As far as I can tell, you have a ton of memory. You can give yourself a break from thinking that you should select every podcast carefully because you can only remember so much. That’s true, but it’s the wrong mindset.

Instead, when you consume what you consume is more important that how much. Here’s what I mean.

I work from home. I spend a lot of my in the vicinity of my kids, and my wife Sadie. I have the space and freedom to do that. But, just because I’m around them most of the day doesn’t mean I’ve been necessarily present with them that day.

Instead, when we go on a walk together or when I get down on the floor and push cars around, that’s when I’m doing it well. That’s when the stage has been set for me to really experience their presence.

Back to when vs. how much we consume content: I probably listen to 80%+ of my podcasts on walks. I save them until I have the time to walk. I don’t listen to them around others. I curate my setting so that I’m more likely to experience them instead of just hearing them. It always work, but the effort is in the when.

This isn’t scientific or brilliant by any means. It’s just what makes sense based on how I consume most everything else.

For example, I listen to The Grateful Dead in almost any setting, and at any point: on the way to the grocery store, while making coffee in the morning, or while running. Doesn’t need to be highly curated.

It’s just good bytes going in that I enjoy and can spare.

I don’t remember most of the 28,545 minutes of music I listened to on Spotify in 2022, in the sense that I can’t recall all of the song names or remember the lyrics to even a small percentage of them.

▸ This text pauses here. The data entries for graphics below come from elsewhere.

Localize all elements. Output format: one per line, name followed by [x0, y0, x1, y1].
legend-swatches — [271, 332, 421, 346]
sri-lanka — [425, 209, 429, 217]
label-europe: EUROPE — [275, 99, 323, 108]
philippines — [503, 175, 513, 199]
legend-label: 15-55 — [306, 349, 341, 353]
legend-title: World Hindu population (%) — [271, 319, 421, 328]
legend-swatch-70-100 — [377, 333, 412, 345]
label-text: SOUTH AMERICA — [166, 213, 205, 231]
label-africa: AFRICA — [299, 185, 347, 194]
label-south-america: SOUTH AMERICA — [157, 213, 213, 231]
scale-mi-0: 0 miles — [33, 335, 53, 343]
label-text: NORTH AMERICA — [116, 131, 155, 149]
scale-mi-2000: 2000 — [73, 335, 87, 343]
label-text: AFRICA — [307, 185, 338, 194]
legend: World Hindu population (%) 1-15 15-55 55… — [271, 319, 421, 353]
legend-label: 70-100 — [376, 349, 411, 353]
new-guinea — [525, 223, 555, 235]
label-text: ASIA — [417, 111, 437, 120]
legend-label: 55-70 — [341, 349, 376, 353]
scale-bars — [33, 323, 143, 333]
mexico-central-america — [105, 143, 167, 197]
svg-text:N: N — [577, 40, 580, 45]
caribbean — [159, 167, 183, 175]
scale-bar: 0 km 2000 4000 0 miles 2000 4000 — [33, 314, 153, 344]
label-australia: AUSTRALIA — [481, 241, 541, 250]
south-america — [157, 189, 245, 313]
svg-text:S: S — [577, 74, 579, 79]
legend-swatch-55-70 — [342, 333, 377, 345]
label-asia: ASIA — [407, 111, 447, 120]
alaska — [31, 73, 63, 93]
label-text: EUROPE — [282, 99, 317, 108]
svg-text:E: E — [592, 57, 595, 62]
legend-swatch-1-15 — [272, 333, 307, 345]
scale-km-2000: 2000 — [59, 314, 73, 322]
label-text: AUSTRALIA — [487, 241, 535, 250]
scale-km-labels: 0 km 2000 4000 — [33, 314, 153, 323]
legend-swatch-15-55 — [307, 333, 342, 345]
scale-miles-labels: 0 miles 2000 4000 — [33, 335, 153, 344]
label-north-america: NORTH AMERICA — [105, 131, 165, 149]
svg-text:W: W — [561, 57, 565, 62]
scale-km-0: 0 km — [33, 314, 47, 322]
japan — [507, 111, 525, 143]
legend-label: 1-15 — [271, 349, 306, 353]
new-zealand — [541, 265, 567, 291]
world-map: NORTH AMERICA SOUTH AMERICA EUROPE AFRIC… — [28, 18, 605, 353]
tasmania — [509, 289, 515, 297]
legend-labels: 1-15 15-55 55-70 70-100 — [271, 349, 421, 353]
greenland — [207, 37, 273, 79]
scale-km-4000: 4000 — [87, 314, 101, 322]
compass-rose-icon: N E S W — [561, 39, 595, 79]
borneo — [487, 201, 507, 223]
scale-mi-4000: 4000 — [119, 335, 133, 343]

What I do remember is that I got really into The Shins in the Spring of 2022. I remember they made me feel happy.

I remember making a playlist called, “A Great Leap” when I left my job and needed the kind of music that people make about great leaps.

I got really into Casey Neistat videos in in the fall of 2022 and I remember watching a new one every morning while I drank my coffee and marveling at his creativity.

When to consume, and in what setting: that’s what I keep in mind with what I want to do with my 2.5 petabytes of memory.

That’s what I remember.

Stuff I’ve Been Into

Readies

This was a helpful read. Some highlights:

The modern day job description is written with the primary purpose of Search Engine Optimization (SEO)

Spoiler Alert: the ideal candidate doesn’t really exist.

Watching

Succession. Last season. Just so good. I really don’t have a lot to say about it other than I think it’s just really good.

Doing

This week I should be uncovering my garden, doing some final prep, and then planting. I am thrilled.

Welp, have a great week. Thanks for reading.